Syntactic analyzation of "From the earliest days of our republic, American leaders have understood that diplomacy and engagement is preferable to conflict and hostility." This text has been automatically tagged.

# Word Part of speech Syntactic relation
1. From Preposition
2. the Determiner
3. earliest Adjective Superlative
4. days Noun Plural
5. of Preposition
6. our Possessive Pronoun.
7. republic Noun Singular
8. ,
9. American Adjective
10. leaders Noun Plural
11. have Verb Sing Present
12. understood Verb Past Participle.
13. that Preposition
14. diplomacy Noun Singular
15. and Conjunction
16. engagement Noun Singular
17. is Verb 3rd person sing.
18. preferable Adjective
19. to to.
20. conflict Noun Singular
21. and Conjunction
22. hostility Noun Singular
23. . .

Eight parts of speech

Below you can see a brief explanation of the eight main parts of speech.
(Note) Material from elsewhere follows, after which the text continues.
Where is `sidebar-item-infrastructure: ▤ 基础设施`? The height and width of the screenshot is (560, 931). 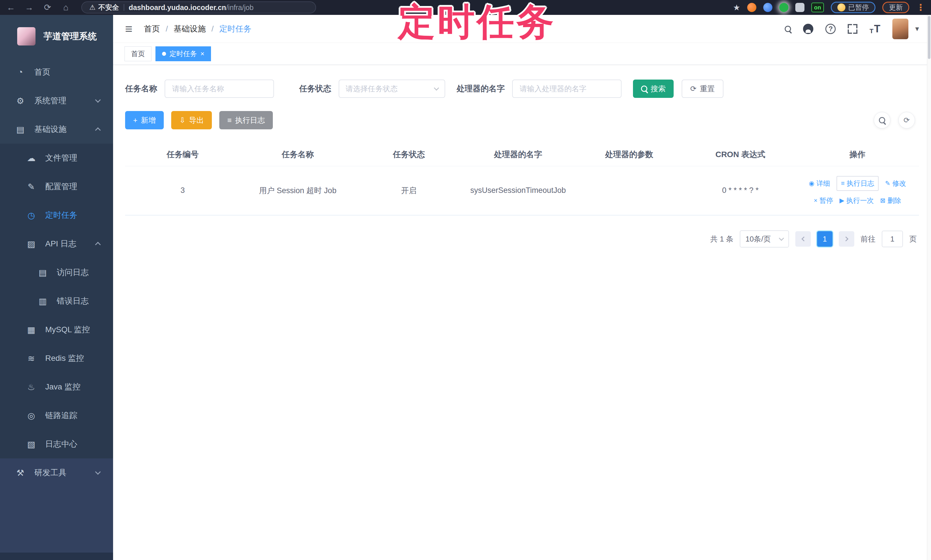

Memorize each word type to get a better understanding of the composition of a sentence.

Noun

A noun names a person, place, things or idea. Examples dog, cat, horse, student, teacher, apple, Mary etc...

Adverb

An adverb tells how often, ho, when, where. It can describe a verb, an adjective or an adverb. Examples loudly, always, never, later, soon etc...

Verb

A verb is a word or group of words that desribes an action, experience. Examples realize, walk, see, look, sing, sit, listen etc...

Adjective

An adjective describes a noun or pronoun. Examples red, tall, fat, long, short, blue, beautiful, sour etc...

Preposition

A preposition is used before a noun, pronoun, or gerund to show place, time, direction in a sentence. Examples at, in, to, for, from etc...

Conjuction

Conjuntions join words or groups of words in a sentence. Examples and, because, yet, therefore, moreover, since, or, so, until, but etc...

Pronoun

Pronouns replace the name of a person, place, thing or idea in a sentence. Examples he, she it, we, they, him, her, this, that etc...

Interjection

Interjections express strong emotion and is often followed by an exclamation point. Examples Bravo! Hooray! Yeah! Oops! Phew!